Thursday, August 2, 2012

Protest (Jonah 4:9-11)


God said to Jonah, “What gives you the right to be upset about the castor oil plant?”
                He replied, “I have every right to be angry, to the point of death!”
                Adonai replied, “You feel sorrow because of the castor oil plant that cost you no labor, that you did not make grow, that sprouted in a night, and that perished in a night. Is it not right, then, for me to feel sorrow for the great city of Nineveh, in which there are more than 120,000 people who cannot tell their right hand from their left, to say nothing of all the animals?”
Jonah 4:9-11

San Diego Gay Protest Sign
 @ http://takeastandagainstliberals.blogspot.com/2008/11/no-on-prop-8-rally-san-diego-november.html



The ability to protest is an existential leap into self-being. Culture is accustomed to pronouncing its judgments and investing in the building of legal and social controls to buttress the so called self-evident truths of the status quo. To raise a protest in such times is to invite the slings and arrows of an angry society. Yet, it is also to establish a self beyond the repressive forces of rank-and-file thinking. It is the movement from life with the herd into the authentic life of the self as defined from the inside out.

The voice of protest is the arrow strung on the tension of injustice, released to fly against the battlement of indifference. This solitary arrow finding its mark creates the chink by which the edifice of prejudice is weakened and falls under the weight of its own pretenses.

The voice of protest in the book of Jonah is the voice of the Sacred. The object of the protest is the Divine’s own prophet.

Jonah does not care for Nineveh the capitol of Assyria. As a riving leviathan Assyria swallowed up nations and people in a blood lust of brutal atrocities for the sake of empire building. All her neighbors formed the opinion that Assyria and her great murderous heart, Nineveh, deserved nothing less than cruelty. Praise to those who brought her down and let her blood.

The Sacred was of a different opinion.

The contrast here is not between God and Assyria. The contrast is between God and Jonah. God calls Jonah to self-individuation. But, Jonah is unable to emerge from the status quo.

We queers also need to heed the call of the Sacred to individuation. It is our divine call to raise the protest. We must assert the message that God is not satisfied with things as they are. We must sound the alarm that God’s concern is for all the peoples of the earth. We must share the empowering news that the Holy One of Israel is not stymied by people of faith. We must object when religion is perverted for the domination of persons. We must, as God does, protest.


## Try it
Below are records; give the number of their lines that hold the word "icon", and write nothing more.

[Collected data]
*** Block opens ***
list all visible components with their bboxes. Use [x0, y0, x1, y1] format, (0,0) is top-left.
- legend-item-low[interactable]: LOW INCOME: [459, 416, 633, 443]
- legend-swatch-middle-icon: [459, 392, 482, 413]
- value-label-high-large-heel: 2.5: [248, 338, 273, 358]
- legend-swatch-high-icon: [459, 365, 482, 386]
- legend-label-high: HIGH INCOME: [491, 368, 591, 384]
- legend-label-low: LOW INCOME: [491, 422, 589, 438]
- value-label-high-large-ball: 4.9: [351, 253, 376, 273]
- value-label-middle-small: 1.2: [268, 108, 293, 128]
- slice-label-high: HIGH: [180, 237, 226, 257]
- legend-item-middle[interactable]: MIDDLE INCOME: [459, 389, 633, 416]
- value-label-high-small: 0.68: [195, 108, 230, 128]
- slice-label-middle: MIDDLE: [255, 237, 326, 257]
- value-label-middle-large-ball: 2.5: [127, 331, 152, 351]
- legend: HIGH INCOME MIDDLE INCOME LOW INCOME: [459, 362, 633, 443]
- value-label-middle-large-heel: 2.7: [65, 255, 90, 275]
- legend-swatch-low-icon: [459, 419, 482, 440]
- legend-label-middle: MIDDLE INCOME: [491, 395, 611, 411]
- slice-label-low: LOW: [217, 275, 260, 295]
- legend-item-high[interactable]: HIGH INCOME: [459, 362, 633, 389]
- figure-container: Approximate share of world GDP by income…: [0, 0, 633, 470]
*** Block closes ***
## Result below
3